The Rockefeller drugs laws were a disaster. They didn’t have any noticeable effect on the pattern of drug use, but they filled up the jails and prisons with a lot of users who eventually caused the early release of some very bad people when prisons became overcrowded. The users came back to society with graduate degrees in burglary and robbery. Stupid, Stupid, Stupid – but you can’t explain that to politicians who want to get “tough on crime” as long as it doesn’t involve increasing taxes.
Drug cases against users are easy to prove: individual+drug=conviction. The prosecutors used them to pad their resumés, especially when reaching the level of a felony was so easy. Felony convictions mean promotions and a shot at higher office. In a more urban setting almost all of the felony convictions in my jurisdiction would have been plead out as misdemeanors with fines and probation, not prison time.
Welcome to the New York Criminal Justice System – except there’s no justice, and only a fool would call it a system.

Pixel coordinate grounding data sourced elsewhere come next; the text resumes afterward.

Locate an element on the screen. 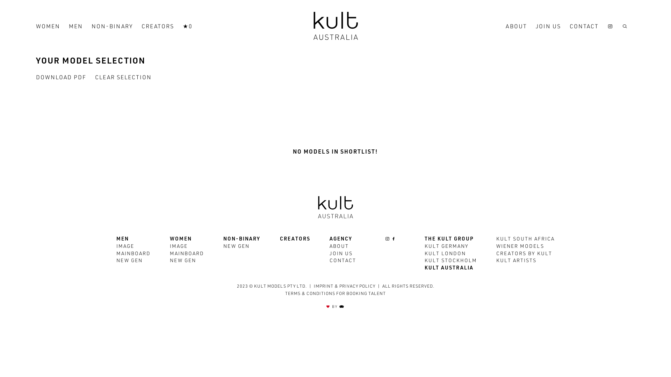  ABOUT is located at coordinates (516, 27).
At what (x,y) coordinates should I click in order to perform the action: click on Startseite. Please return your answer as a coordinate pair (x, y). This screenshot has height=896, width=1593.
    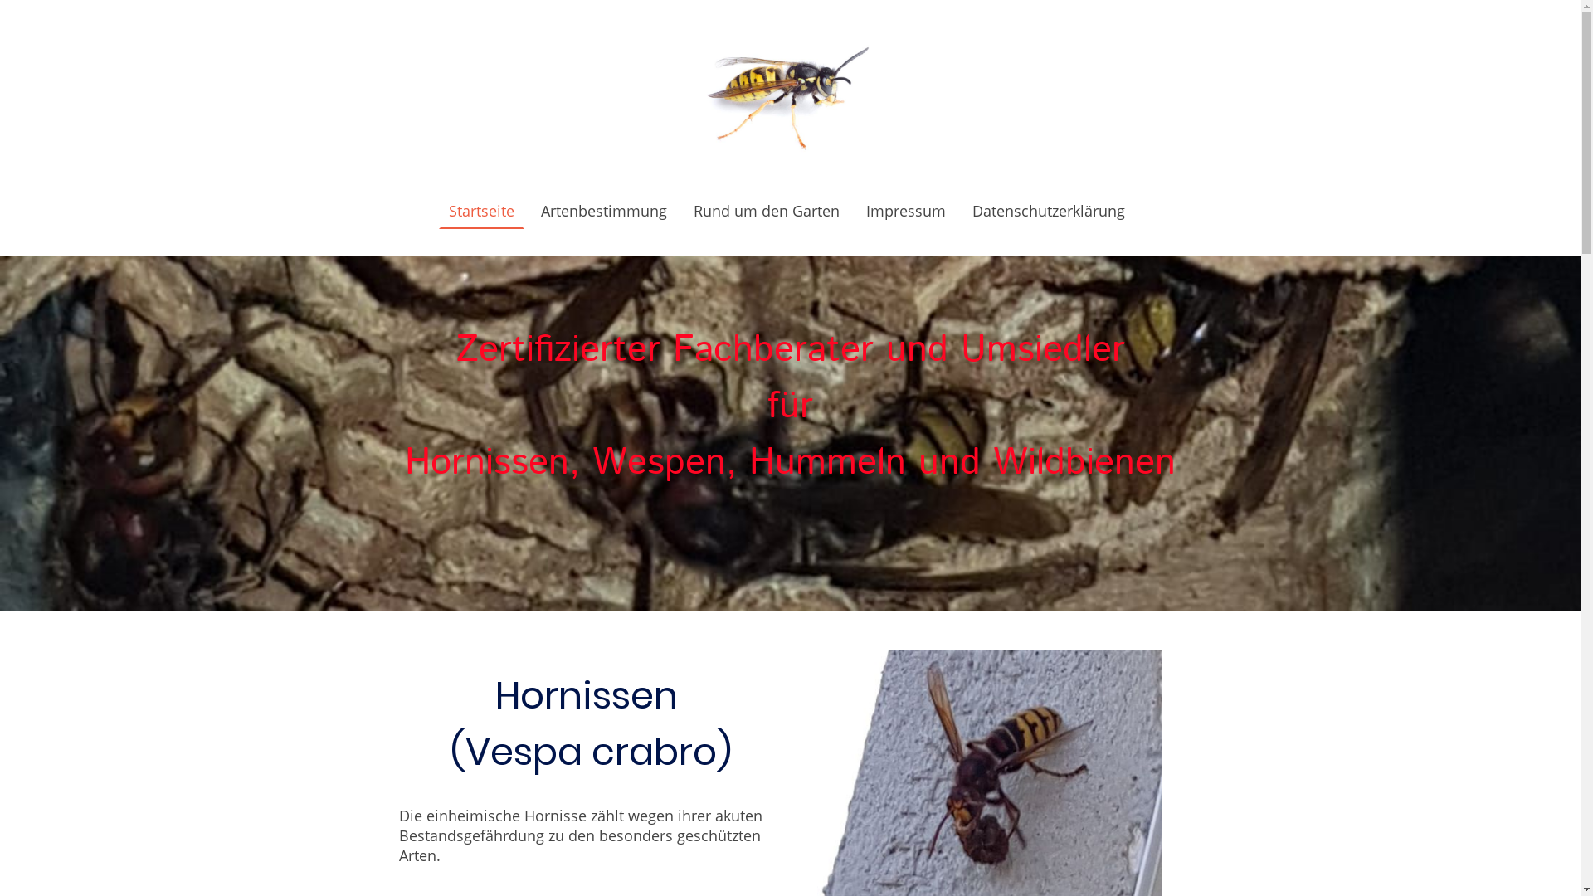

]]>In ten years I had to twice lock people in a holding cell and order everyone away from them until their lawyer arrived because I really didn’t want them, I wanted the people they knew, but if they kept talking I wouldn’t have an opportunity to deal. It was a facet of the local legal system where I worked, but the prosecutors had a tendency not to make deals if they thought they would get an instant court win. From my stand point, I wanted the dealers, not users. I didn’t have the money or manpower to go to trial with users, who were generally incredibly stupid to get caught.
]]>In short, it’s human nature at work, but not necessarily stupidity other than in that we’ve crimininalized consensual commercial transactions and that’s stupid. If someone just operates automatically according to ethical considerations rather than considering law, the notion of getting arrested because someone stole a weed off your deck just doesn’t pop to the top of one’s head. BTW, same applies to prostitution and other such “victimless crimes”, where you have two parties who make a commercial transaction, both go away from the commercial transaction satisfied, the only “crime” is in the head of some third party who ought to just mind their own f’ing business…
– Badtux the Libertarian Penguin
]]>We’ve stopped teaching them how to think clearly, for one. And probably also has something to do with the ingrained notion–fostered, I might add, by the police and other authorities–that when someone steals something from you or otherwise causes you harm, you call the cops.